Andrew Jensen is President of Sozo Firm, Inc and has been offering business consulting and marketing services to businesses, nonprofits, foundations and Christian ministries since 2004.
SEO stands for Search Engine Optimization, though it is increasingly being understood to more fully stand for Search Experience Optimization. SEO is the practice of not only making your website search engine friendly but also making your website friendly for the people who visit it.
SEO is crucial for any ministry website in order for a search engine to understand what your website is about and in order for a search engine to understand how important your website content is in comparison with the more than 1 billion other websites which exist.
Google uses a complex, ever-changing algorithm to determine how websites will rank organically. Organic rankings may change throughout the day; rankings may also vary from one geographic area to another geographic area. Organic rankings may also be customized to an individual user based on his search history and other preferences. However, there are basic elements of SEO which any ministry can implement in order to gain better traction online.
To oversimplify SEO, the basic requirements for your website are as follows:
1. Unique content
Feature uniquely worded content throughout your website. Search engines hate duplicate content as copied content clutters the web with endless pages of the same content. Copied content provides little additional value to the reader. Offer unique content which is interesting for the readers. Invest the time and energy required to develop quality content that people will read and share.
2. Clear navigation
Provide a user friendly navigational system for your website. Incorporate a good menu as well as a sitemap page which quickly provides both search bots and human users with access to all of the content on your website – even the web pages which are buried deep within your site. If you don’t provide easy access to all of your webpages, then you can be certain that search engines will probably overlook your deeply hidden webpages also.
3. Include geographic targeting
If your organization targets a specific geographic area, be certain to include that geographic information in perhaps the sitewide footer or a sitewide sidebar. Help the search engines know specifically whom you are targeting.
4. Relevant title tags
Craft title tags (within the header of the HTML) uniquely written for each webpage. Each title tag should closely correspond with the content on each page. Google may then display the title tag for that webpage as the bold top line within search results. Google typically displays the first 50-60 characters of the title tag, so keep your title tag succinct, aiming for under 55 characters to ensure most of the title tag will be displayed. The title tag is some of your most valuable SEO real estate on your webpage. If your ministry focuses on a geographic region, try to include that within the title tag wherever possible.
5. Regular creation of interesting content
Generate interesting, informative, uniquely written content for your website on an ongoing basis. A blog or article archive page is a wonderful outlet for this type of content. Don’t be afraid to also regularly “refresh” the content on static webpages, ensuring that all of the content is kept up to date and reflects accurately on your ministry.
6. Subfolders (instead of subdomains)
Wherever possible, place new sections of your website in subfolders (http://www.myministry.org/subfolder) in contrast with subdomains (http://subdomain.myministry.org) in order to maximize the SEO benefit of additional content.
7. Strong brand
Focus on developing a very strong brand for your ministry, relying on one primary domain on which you construct the bulk of your web presence. Refer to that one primary domain through your social media presence as well as any other online and offline promotional efforts.
8. Social media
Develop a social media presence for your brand (especially Facebook, YouTube, Google+, Twitter). Google particularly rewards a strong unified brand presence.
9. Quality website hosting
Host your website on a fast, reliable server. One of many factors which Google considers when determining how a website should rank is how quickly your webpages load. Quality website hosting is expensive (in comparison with the very inexpensive but poor quality web hosting offered by many companies); however, quality website hosting is worth the expense in terms of reliability, speed and overall performance.
10. No link schemes
Don’t engage in any shadowy link scheme with other websites or hire a questionable “SEO” company to add hundreds or even thousands of backlinks. Google will inevitably penalize your website. Partner ministries may be willing to link to your ministry; ideally, this should take place not on a “Links” or “Link Exchange” webpage but within perhaps a blog post.
11. AdWords = an effective tool
Because Google is emphasizing their paid search over the free organic results, ask yourself if investing in Google AdWords is a strategy your ministry can afford and if AdWords would give you good results in conjunction with your organic efforts.
At the very minimum, I would recommend advertising through Google AdWords for your brand keywords (i.e. searches on your brand). This helps strengthen your brand while giving you greater control over search results pages tied to search queries specific to your brand. Based on your success with your branded AdWords, you can branch out into leveraging AdWords to target search queries deemed most valuable to your ministry. Be certain to limit your AdWords targeted geographic regions strictly to the territories most relevant to your ministry in order to minimize wasted advertising spend.
When leveraged carefully, an optimized Google AdWords account can provide a ministry with a powerful and surprisingly affordable marketing tool to reach out directly to users with whom the ministry desires to connect.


What you need to do >>
Lines with the word "legend" are the answer; copy each of them from the data below.

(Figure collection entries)
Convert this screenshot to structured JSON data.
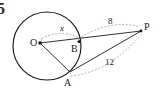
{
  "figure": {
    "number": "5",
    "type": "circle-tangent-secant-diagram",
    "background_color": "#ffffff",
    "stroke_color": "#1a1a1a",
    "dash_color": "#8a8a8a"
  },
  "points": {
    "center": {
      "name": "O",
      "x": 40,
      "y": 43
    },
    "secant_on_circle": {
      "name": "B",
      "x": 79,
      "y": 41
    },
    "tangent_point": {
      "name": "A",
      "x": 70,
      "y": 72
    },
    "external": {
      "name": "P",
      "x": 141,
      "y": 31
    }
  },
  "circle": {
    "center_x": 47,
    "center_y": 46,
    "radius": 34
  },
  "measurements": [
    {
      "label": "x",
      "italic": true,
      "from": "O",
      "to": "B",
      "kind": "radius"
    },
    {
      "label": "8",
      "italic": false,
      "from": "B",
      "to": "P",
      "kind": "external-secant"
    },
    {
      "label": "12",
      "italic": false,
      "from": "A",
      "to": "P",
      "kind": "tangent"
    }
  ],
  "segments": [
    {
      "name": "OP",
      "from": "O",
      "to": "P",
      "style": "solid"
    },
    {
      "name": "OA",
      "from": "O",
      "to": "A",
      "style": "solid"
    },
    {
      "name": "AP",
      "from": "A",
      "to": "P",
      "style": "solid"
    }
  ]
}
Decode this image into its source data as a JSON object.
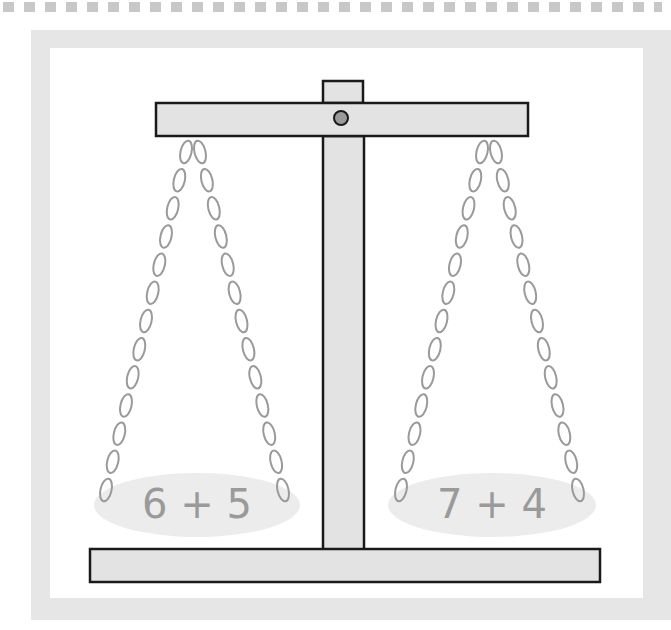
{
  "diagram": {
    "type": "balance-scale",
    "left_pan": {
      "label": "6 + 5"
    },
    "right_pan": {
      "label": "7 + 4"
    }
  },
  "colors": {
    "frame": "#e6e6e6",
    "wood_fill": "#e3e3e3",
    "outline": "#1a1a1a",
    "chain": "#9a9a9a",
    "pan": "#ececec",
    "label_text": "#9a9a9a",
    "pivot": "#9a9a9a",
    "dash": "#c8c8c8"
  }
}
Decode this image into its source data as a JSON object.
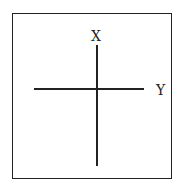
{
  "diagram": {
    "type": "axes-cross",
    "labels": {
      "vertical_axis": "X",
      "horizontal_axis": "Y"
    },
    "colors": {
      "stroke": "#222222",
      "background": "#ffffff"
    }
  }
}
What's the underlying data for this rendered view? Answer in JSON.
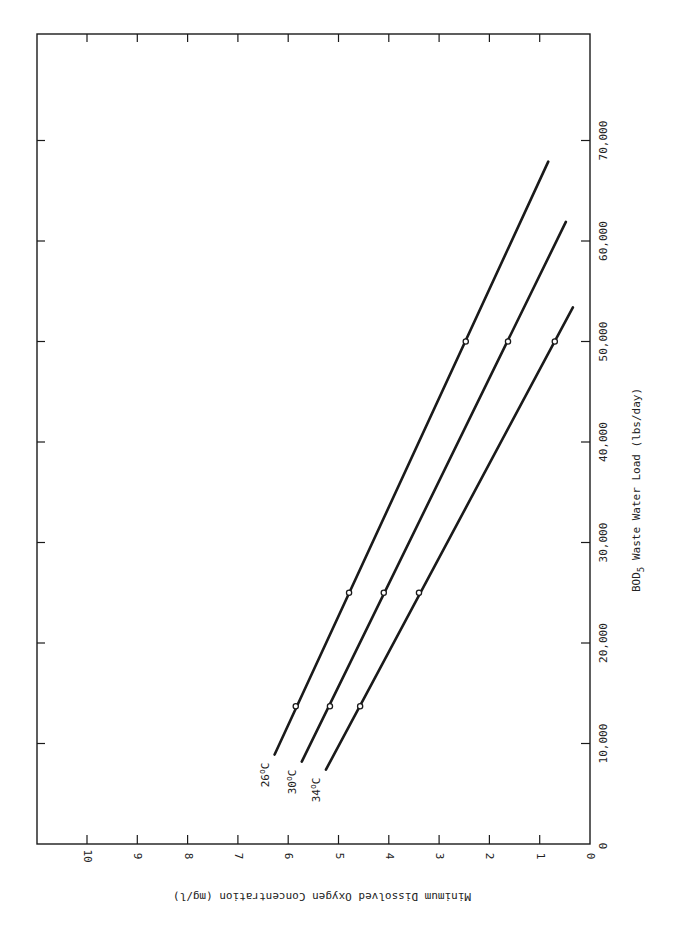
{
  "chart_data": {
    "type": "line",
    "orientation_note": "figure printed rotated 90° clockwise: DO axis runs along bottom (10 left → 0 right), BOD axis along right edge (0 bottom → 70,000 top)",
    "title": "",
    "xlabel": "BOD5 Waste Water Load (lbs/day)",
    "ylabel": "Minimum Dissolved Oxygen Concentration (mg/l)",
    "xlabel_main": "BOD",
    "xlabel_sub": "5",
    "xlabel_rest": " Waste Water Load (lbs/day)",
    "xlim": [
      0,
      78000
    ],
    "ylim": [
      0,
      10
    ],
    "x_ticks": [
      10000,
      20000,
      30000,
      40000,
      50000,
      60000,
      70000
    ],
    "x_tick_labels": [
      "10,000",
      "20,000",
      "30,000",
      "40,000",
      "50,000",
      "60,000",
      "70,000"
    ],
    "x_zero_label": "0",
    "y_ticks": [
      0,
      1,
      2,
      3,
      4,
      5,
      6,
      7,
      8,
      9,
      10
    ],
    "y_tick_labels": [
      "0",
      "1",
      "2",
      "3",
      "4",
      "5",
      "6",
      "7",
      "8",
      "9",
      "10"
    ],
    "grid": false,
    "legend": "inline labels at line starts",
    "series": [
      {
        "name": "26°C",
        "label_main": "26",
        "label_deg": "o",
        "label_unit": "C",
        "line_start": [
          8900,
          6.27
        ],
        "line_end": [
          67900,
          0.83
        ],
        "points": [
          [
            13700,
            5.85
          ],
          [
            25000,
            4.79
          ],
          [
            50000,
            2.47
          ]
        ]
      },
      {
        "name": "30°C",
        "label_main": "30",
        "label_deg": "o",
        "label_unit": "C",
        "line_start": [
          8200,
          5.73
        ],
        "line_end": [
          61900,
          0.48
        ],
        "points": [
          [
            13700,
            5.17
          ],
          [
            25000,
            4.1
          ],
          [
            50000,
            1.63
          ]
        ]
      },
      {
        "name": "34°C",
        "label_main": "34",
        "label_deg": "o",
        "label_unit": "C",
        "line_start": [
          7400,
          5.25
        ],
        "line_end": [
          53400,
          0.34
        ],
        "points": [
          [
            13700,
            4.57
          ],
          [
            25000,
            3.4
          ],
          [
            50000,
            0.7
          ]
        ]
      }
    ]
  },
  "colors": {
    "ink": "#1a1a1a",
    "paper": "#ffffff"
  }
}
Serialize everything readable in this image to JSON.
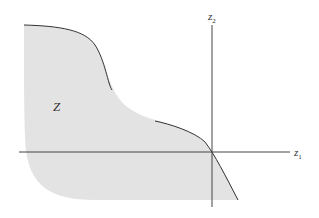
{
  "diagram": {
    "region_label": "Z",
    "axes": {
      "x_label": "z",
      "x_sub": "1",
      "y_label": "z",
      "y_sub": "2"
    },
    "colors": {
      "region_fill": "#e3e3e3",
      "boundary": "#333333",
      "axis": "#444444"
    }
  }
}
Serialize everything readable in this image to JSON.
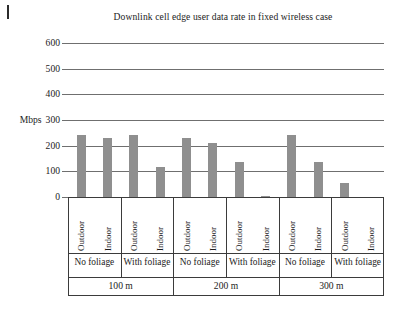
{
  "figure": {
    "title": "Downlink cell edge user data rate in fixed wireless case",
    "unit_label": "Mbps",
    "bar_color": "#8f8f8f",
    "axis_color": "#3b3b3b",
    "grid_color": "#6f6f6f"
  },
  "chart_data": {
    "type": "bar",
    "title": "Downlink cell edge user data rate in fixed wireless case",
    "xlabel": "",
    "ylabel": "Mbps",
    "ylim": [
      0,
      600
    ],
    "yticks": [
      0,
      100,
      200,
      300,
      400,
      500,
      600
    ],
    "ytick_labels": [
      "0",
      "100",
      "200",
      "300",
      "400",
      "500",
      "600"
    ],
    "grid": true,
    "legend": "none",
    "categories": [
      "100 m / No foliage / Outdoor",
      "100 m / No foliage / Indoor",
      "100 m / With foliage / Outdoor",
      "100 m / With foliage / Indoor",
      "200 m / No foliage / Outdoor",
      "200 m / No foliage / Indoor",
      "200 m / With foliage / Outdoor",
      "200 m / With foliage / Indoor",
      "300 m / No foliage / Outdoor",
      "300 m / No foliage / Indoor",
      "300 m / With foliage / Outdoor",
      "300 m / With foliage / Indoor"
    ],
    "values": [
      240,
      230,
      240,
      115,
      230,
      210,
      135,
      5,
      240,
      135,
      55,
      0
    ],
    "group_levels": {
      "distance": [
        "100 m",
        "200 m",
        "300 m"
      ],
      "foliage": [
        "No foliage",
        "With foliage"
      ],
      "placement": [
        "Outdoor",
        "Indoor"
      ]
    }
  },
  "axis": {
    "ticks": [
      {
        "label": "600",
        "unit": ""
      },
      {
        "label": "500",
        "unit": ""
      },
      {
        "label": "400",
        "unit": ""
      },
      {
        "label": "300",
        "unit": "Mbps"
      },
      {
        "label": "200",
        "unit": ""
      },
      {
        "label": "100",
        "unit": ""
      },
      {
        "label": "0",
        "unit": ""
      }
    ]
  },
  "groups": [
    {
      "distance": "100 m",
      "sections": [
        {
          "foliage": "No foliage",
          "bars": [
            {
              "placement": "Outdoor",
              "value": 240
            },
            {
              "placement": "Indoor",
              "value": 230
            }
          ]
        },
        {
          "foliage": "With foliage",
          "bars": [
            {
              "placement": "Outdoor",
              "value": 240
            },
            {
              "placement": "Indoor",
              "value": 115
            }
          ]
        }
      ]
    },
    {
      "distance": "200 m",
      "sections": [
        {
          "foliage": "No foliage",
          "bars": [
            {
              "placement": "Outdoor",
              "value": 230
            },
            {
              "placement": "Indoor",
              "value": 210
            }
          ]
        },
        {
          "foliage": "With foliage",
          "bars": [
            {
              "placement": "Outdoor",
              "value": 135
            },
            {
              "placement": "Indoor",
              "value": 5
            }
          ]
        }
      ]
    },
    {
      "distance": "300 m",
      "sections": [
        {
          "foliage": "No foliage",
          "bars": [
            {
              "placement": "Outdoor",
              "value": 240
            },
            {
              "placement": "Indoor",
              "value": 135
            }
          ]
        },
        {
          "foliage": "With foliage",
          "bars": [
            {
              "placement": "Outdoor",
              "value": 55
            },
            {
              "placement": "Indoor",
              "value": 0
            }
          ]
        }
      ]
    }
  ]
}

Final answer >>
    "legend": "inline labels at line starts",
    "legend": "none",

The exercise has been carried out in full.